The actual burning of the Burning Man can be compared, remotely, to the royal cremation ceremonies in India and Bali, where mourners build and then burn a couple of dragons, a large white bull and a small black bull on a pyre that can reach a height of twelve stories. Burning 2007 started with a circle of 300 fire dancers around the giant green neon-lit standing man. The fire dancers performed synchronized stunts and even on stilts managed twirling techniques of mesmerizing speed. Suddenly the Burning Man came alive and raised his arms. A colorful fireworks display filled the desert night in lights never seen before, followed by an atomic-like explosion complete with mushroom clouds, and the Man went up in flames. As the conflagration quickly spread, one of the raised hands fell off, the other twisting cruelly around until it, too, dropped, prompting a wave of sound from the spectators that reverberated through the desert. The burning ceremony was a most solemn and moving ritual. I felt touched by spiritual forces of the mountain and the stars.
And yet. The so-called environmental aspect of the formal name Green Burning Man 2007 was lost on many of us as we choked for hours on a cocktail of thick smoke, gray ashes, fine dust and oil fumes. And there was plenty of evidence on display of truly obsessive-compulsive fire-related psychoses, the hot seeds of a sizable “fire-cult” in the making. And there was plenty of “green-irony” in the face of so many oil-guzzling RVs (some 20,000 of them by my estimation). The carbon dioxide “footprint” is undoubtedly still hanging in the desert air.
RECOMMENDED ARTICLES
The Year of the Self
By CortezSEPT 2023 | Fiction
Cortezs short story, The Year of the Self, centers on a protagonist struggling to recover from a breakup. Its a familiar premise, but in this case, executed with a fresh vision and voice, as the story resists being driven by causality. Instead, its told in impressionistic fragments. We watch the narrator push through the mundanity of everyday life while trying to find ways to shirk the weight of her grief. As the story progresses, the narrator ascribes a kind of existential profundity to the most everyday misfortuneswhether she's stepping in dog shit or getting a yeast infection. The result is a story more wry and sparkling than melancholy.

A Year With Swollen Appendices: Brian Eno’s Diary
By George GrellaAPRIL 2021 | Music
And this is where A Year With Swollen Appendices is most insightful. The Appendices are informative, short essays through which Eno presents his thinking and values. The diary part of the book, for the most part, is informative in a different way.
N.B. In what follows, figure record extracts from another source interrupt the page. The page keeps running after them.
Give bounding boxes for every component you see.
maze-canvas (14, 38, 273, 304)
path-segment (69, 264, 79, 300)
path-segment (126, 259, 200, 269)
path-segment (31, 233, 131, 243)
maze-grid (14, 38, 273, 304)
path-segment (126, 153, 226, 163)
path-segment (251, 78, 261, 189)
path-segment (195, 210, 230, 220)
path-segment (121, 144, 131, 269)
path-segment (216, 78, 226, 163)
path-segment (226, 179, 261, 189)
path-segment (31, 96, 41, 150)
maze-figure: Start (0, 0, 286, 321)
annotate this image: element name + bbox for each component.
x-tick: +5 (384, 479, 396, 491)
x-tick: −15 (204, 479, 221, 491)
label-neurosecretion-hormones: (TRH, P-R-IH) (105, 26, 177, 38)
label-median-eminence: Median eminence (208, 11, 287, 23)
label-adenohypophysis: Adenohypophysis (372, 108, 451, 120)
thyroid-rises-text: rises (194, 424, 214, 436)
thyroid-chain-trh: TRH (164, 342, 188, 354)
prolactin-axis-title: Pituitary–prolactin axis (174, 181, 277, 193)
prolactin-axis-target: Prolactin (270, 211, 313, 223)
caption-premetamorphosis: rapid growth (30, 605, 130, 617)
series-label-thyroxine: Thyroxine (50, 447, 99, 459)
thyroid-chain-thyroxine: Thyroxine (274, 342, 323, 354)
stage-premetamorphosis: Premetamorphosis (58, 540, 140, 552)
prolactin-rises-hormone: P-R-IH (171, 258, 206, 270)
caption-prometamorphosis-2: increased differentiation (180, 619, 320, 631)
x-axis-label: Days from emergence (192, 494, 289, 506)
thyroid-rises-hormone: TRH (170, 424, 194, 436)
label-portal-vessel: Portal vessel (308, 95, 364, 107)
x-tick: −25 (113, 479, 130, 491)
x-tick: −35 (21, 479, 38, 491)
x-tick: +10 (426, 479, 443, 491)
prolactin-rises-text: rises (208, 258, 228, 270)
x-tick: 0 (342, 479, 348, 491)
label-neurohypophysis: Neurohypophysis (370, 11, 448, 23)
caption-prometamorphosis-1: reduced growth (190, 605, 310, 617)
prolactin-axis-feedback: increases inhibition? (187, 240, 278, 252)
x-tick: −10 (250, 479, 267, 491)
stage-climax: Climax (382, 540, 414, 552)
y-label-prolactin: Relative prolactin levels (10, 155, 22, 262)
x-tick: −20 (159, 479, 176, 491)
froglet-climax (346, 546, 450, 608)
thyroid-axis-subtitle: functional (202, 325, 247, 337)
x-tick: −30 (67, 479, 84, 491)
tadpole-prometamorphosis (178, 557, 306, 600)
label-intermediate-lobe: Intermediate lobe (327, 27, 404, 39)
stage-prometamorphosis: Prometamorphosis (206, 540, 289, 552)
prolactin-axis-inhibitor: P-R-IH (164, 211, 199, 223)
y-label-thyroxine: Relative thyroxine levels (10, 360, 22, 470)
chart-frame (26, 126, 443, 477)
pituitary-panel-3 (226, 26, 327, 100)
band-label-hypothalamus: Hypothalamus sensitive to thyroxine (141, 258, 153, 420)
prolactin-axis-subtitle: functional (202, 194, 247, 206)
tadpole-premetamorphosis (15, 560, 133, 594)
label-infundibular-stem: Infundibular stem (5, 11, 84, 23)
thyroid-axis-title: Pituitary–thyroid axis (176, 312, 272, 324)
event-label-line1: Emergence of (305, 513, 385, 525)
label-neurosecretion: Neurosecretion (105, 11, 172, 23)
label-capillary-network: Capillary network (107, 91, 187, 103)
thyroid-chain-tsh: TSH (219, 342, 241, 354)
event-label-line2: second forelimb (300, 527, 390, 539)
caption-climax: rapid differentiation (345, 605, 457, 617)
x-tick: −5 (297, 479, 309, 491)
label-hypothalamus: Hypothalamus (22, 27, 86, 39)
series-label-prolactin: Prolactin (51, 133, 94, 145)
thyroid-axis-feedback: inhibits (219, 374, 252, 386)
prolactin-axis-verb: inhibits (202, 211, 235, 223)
The American Revolution: The George Floyd Rebellion, One Year Out
By Jason E. SmithJUL-AUG 2021 | Field Notes
Now that the one-year anniversary of the events of late May and early Junecrowned, dramatically, by the immolation of the Third Precinct station in Minneapolishas come and gone, the need to draw up a balance sheet of what unfolded becomes urgent.
Auriea Harvey: Year Zero
By Charlotte KentAPRIL 2021 | ArtSeen
Year Zero offers a compelling argument for dismissing distinctions between physical and digital art as Auriea Harvey's digital and material practice merge in this impressive body of sculptural works.